U.S. Trade Representative Katherine Tai, in a year-end video, pointed to a number of settlements during 2021 that both bolstered America's relationships with its allies and promoted the fight against climate change. She pointed to the settlement of a Section 337 case between two South Korean battery makers that allowed for a Georgia plant to open (see 2104120004); the settlement of the 17-year dispute over subsidies to Airbus and Boeing (see 2106150021 and 2106170025); and the agreement between the European Union and the U.S. to replace Section 232 tariffs with a quota system (see 2111010039).
The Office of the U.S. Trade Representative will publish a Federal Registernotice Dec. 27 that describes what proportion of certain tariff rate quotas will be allocated to the United Kingdom since it has left the European Union. The office published changes to the TRQs in July but has discovered some errors in that notice, in chapters four and 24. In addition, it is setting the TRQs for butter, cream and sour cream for 2022 for both the EU and the U.K. The changes, as modified by the correction notice, become effective Jan. 1, 2022.
The Office of the U.S. Trade Representative is seeking comments by Dec. 30 on its proposal to split one of the trade advisory committees into two committees -- one for critical minerals and nonferrous metals, and one for forest products and building materials.The office also intends to establish a committee of chairs of the trade advisory committees to "facilitate cross-sharing of information and provide a powerful tool to gather timely cross-cutting input across sectors." Comments may be made at docket number USTR-2021-2022 on regulations.gov.
The Comprehensive and Progressive Agreement for Trans-Pacific Partnership, which has 11 member countries since the U.S. backed out in 2016, has attracted four applications this year, from the United Kingdom, Taiwan, China and, most recently, South Korea.

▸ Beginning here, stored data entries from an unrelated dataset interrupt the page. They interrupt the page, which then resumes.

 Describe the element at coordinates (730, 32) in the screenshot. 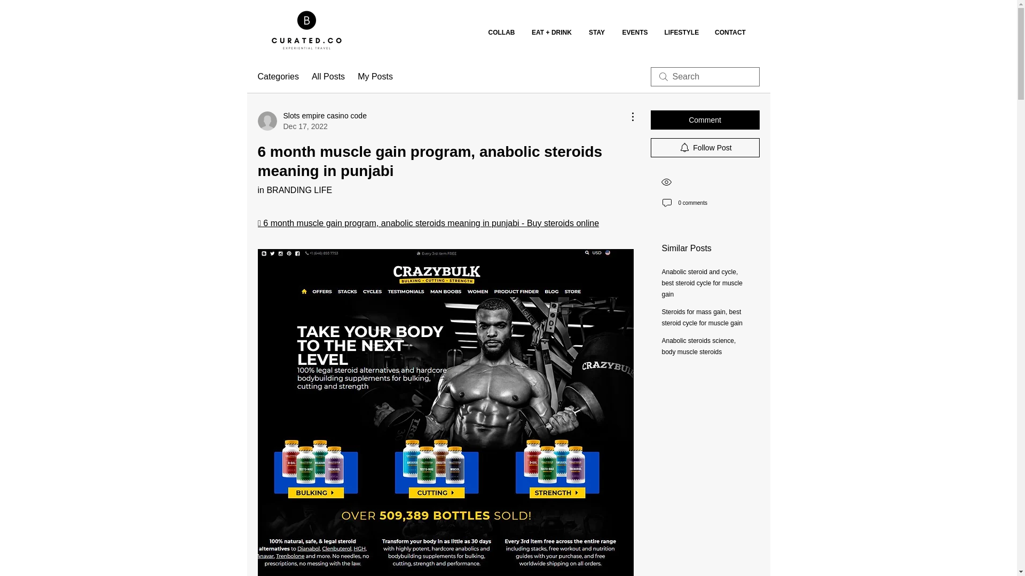

I see `CONTACT` at that location.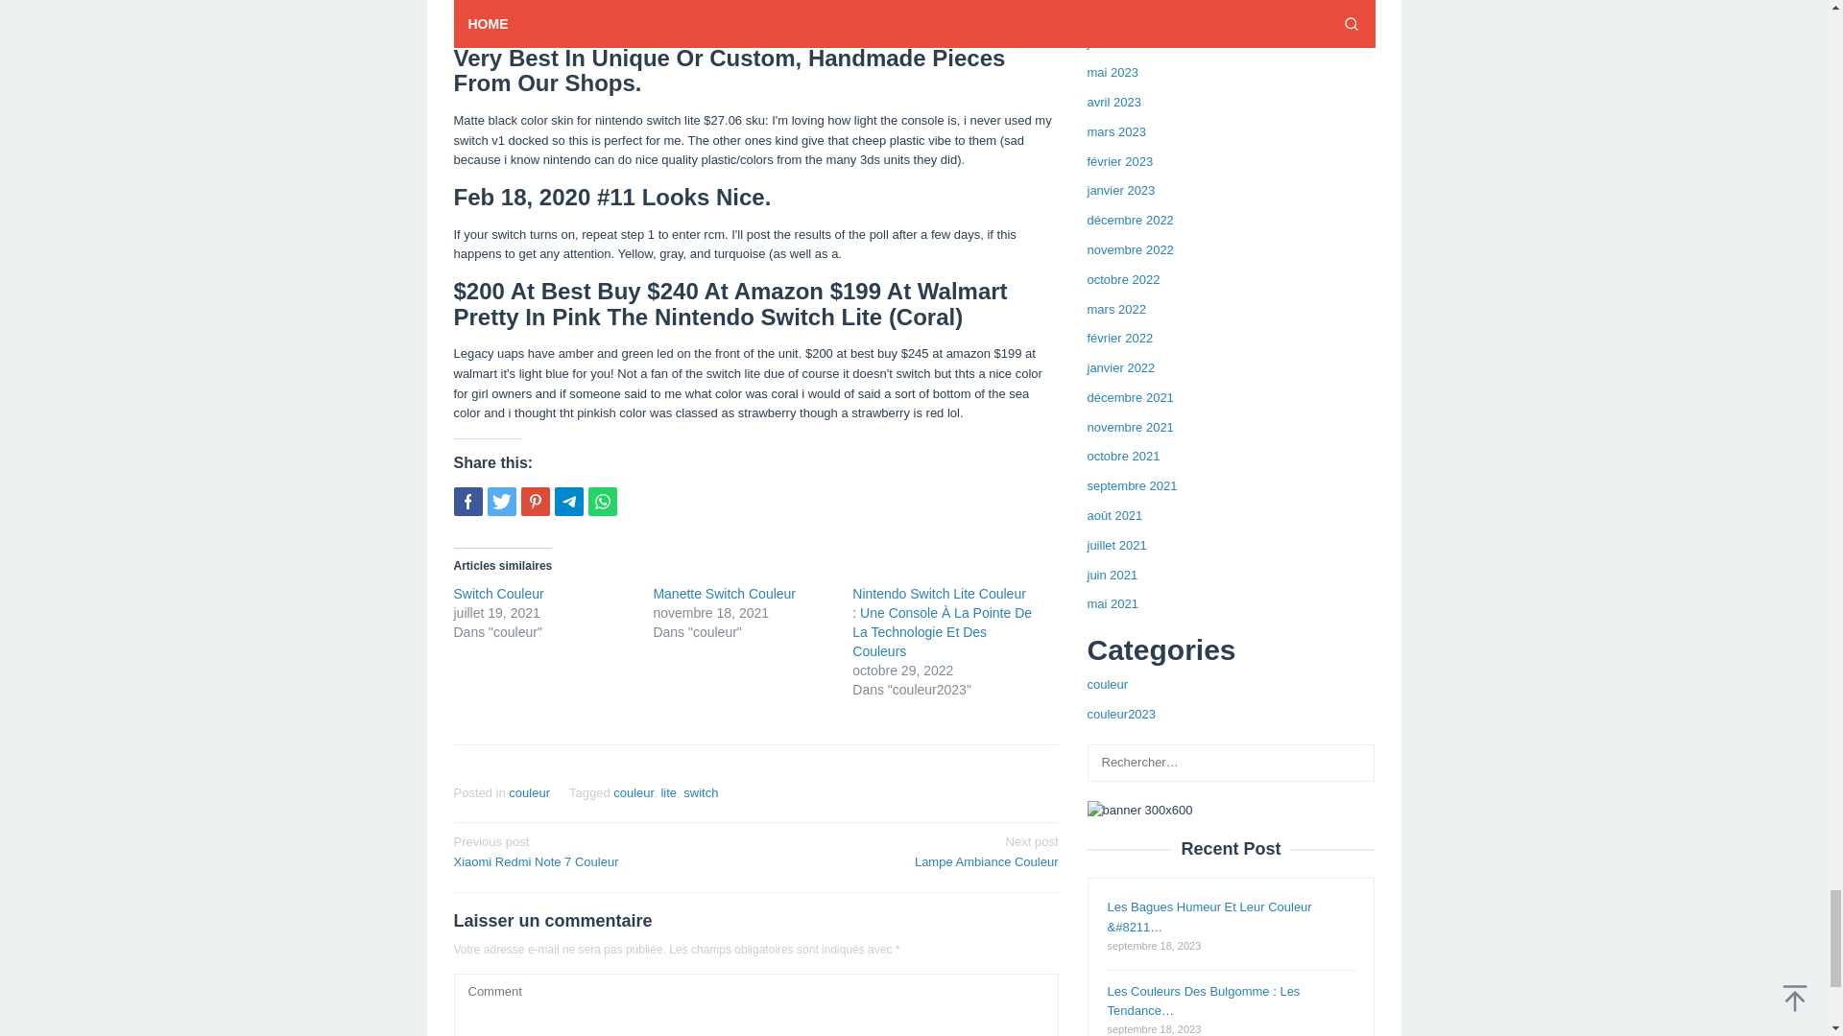 This screenshot has width=1843, height=1036. What do you see at coordinates (534, 501) in the screenshot?
I see `Pin this` at bounding box center [534, 501].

The U.S., which took a leading role in negotiating the high-standard free trade agreement, is unlikely to ask to come back in the next two years, panelists on a Hudson Institute discussion agreed.
A spokesman for the Office of the U.S. Trade Representative said the government "is concerned with Canada’s announcement that it will continue to pursue a unilateral Digital Service Tax." The spokesman said that Canada agreed at the G-20 to pause new digital services taxes until international tax laws change how countries can tax non-residential corporations that provide services. "Canada’s proposed DST would create the possibility of significant retroactive tax liabilities with immediate consequences for U.S. companies. If Canada adopts a DST, USTR would examine all options, including under our trade agreements and domestic statutes.”

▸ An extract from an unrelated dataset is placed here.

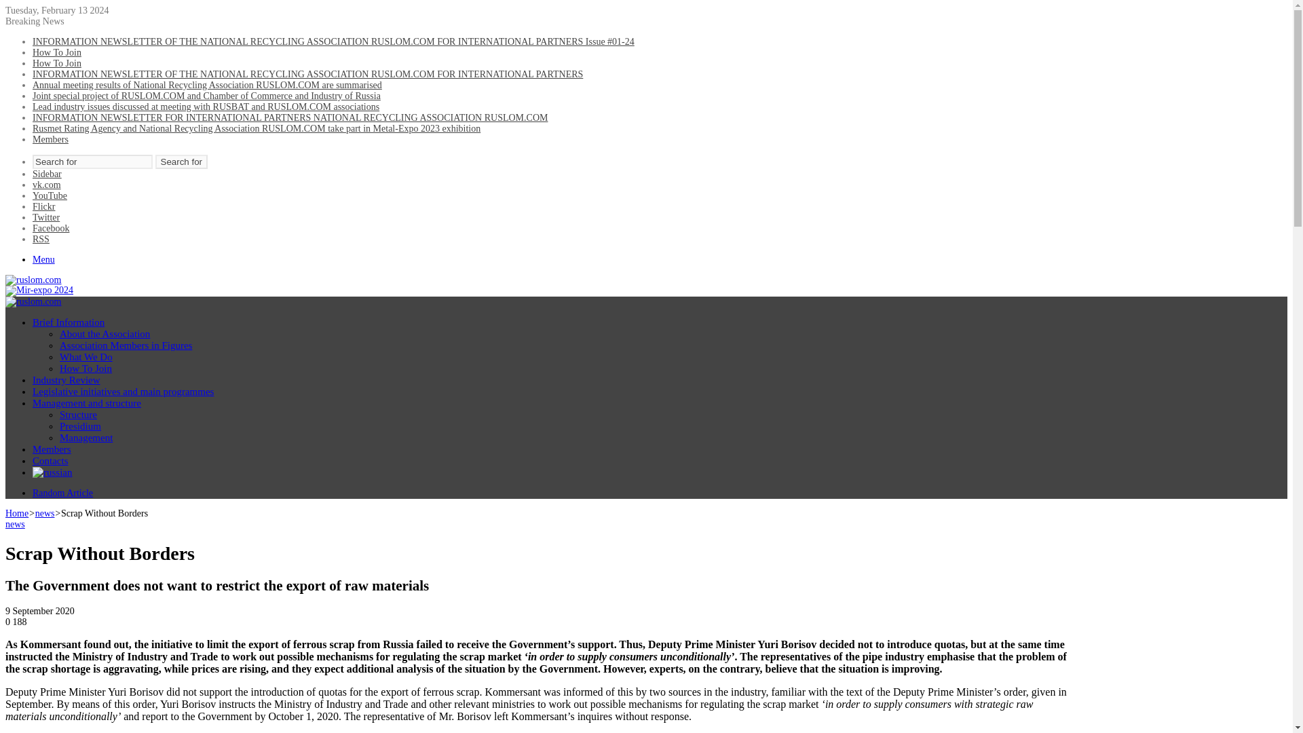 The height and width of the screenshot is (733, 1303). Describe the element at coordinates (67, 380) in the screenshot. I see `Industry Review` at that location.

The Office of the U.S. Trade Representative is seeking written comments on which countries' practices with intellectual property are harmful to U.S. stakeholders. The comments, which can be submitted at regulations.gov, docket number USTR-2021-0021, are due Jan. 31, 2022.
U.S. Trade Representative Katherine Tai took a victory lap at the U.S Chamber of Commerce's Transatlantic Business Works Summit, pointing to the removal of the digital services taxes on American firms, the agreement on steel and aluminum and the resolution of a 17-year fight on subsidies for Airbus and Boeing.
U.S. Trade Representative Katherine Tai, Japan's trade minister and the European Union's trade commissioner said their staffs will be working to identify problems caused by non-market practices, to identify gaps in existing enforcement tools and to think about what work is needed to develop rules to address trade-distorting non-market practices. Japan, the EU and the U.S. will also discuss cooperating on using existing trade remedies. The three nations were supposed to have met on the sidelines of the World Trade Organization's 12th Ministerial Conference, but had to meet virtually because of its postponement (see 2111300028). Their joint statement also said that WTO reform is important.
Maria Pagan, the nominee to lead the U.S. mission at the World Trade Organization, told Senate Finance Committee members that reforming the appellate body is a top priority because "Appellate Body overreaching has shielded China’s non-market practices and hurt the interest of U.S. workers and businesses." She said that appellate body rulings "undermined our ability to protect U.S. workers and businesses from those non-market practices."
Trade was barely touched on during the virtual meeting of President Joe Biden and Chinese President Xi Jinping, said Anna Ashton, vice president of government affairs for the U.S.-China Business Council. Ashton, who was speaking on a Nov. 23 Twitter panel hosted by Neysun Mahboubi, a research scholar at the University of Pennsylvania's Center for the Study of Contemporary China, said that follows a pattern in the administration. She said that "they are unabashedly reframing the relationship… as a competitive one," which makes her wonder where the commercial relationship fits in. The recent panel was reacting to the earlier video call (see 2111160004).